How Women Do Big Deals
New Economic Rules Favor Women
Women's Top Ten Talents for Doing Big Deals
- Listen. The more you listen the wiser you will become. Pay attention to what others have to say about their experience. Ask great questions and you will acquire priceless information.
- Learn. Seek out expert advice, including advice from your kids and their peers, your parents and their peers, your competitors, your favorite gurus. Incessant new information requires that we take active steps to keep a pulse on what's new.
- Teach. Offer your wisdom to younger and newer team members and to others who ask. We used to worry that sharing knowledge would make us replaceable--these days it makes us indispensable. Technology information alone doubles every two years, and we're educating people for jobs that don't exist yet.

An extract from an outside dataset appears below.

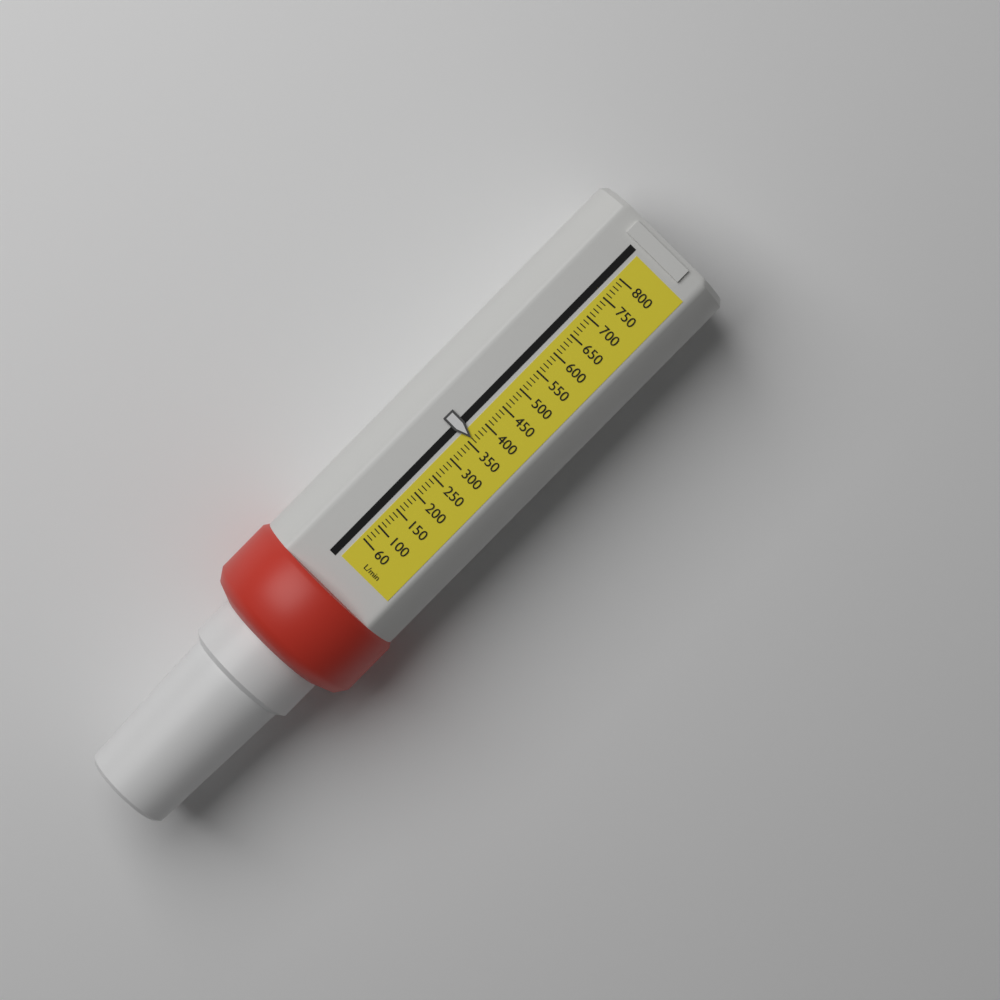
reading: 360 L/min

- Give. Kevin Kelly offered one of his new rules: "follow the free." What you give of value multiplies its outcomes in reputation, brand, and big deal success. Help your employees, customers, and supply chain partners achieve their goals.
- Guide. There's no room for a "sink or swim" orientation for your team. Be a mentor. Strive to surround yourself with people better at what they do than you are. Celebrate their successes.

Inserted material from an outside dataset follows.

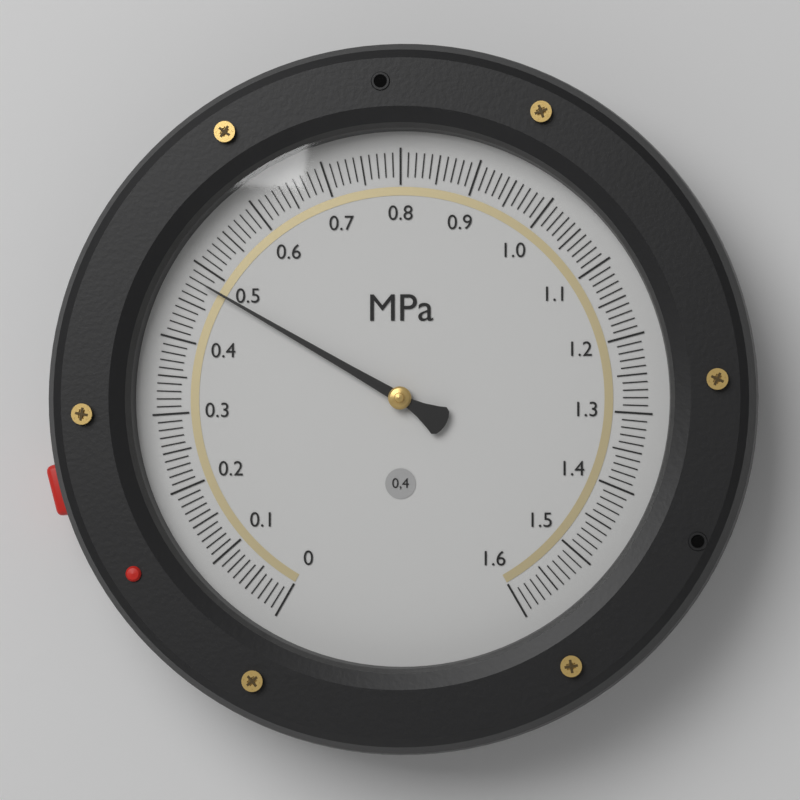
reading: 0.48 MPa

- Negotiate. Keep the peace in your own village and seek peace outside. Yael Itzhaki of Tel Aviv University recently published a study in which she found that women were better negotiators than men--more compassionate and cooperative. Are we? I think we're socialized to that, so let's put it to the busines test.
- Align. Great opportunities lurk in those spaces where your interests align with the interests of an associate, a competitor, a customer, a role model. Actively seek out those spaces and watch your succeess increase; the value chain in today's economy is priceless.
- Empathize. Strive to understand how things look from the perspective of people who are very different from you. Hairstyles, body piercings and tatoos are fads-but social networking has "new world" written all over it.
- Collaborate. Women are typically good collaborators. But we have to hone the skill to become both collaborative and nimble. Collaborations are important within your enterprise as well as outside. Many of your very biggest deals can only be accomplished through structured collaboration.
- Embrace. In the U.S. we fight over issues like immigration, free trade, and outsourcing jobs to other countries. Yet we have a history of innovation that was built on all of those components. When you embrace the variety of talents and contrbutions that today's economy enables, you will be a very successful leader and deal maker.
My Book on Amazon
What do you think? Are women good at these skills?
Like this lens? Want to share your feedback, or just give a thumbs up? Be the first to submit a blurb!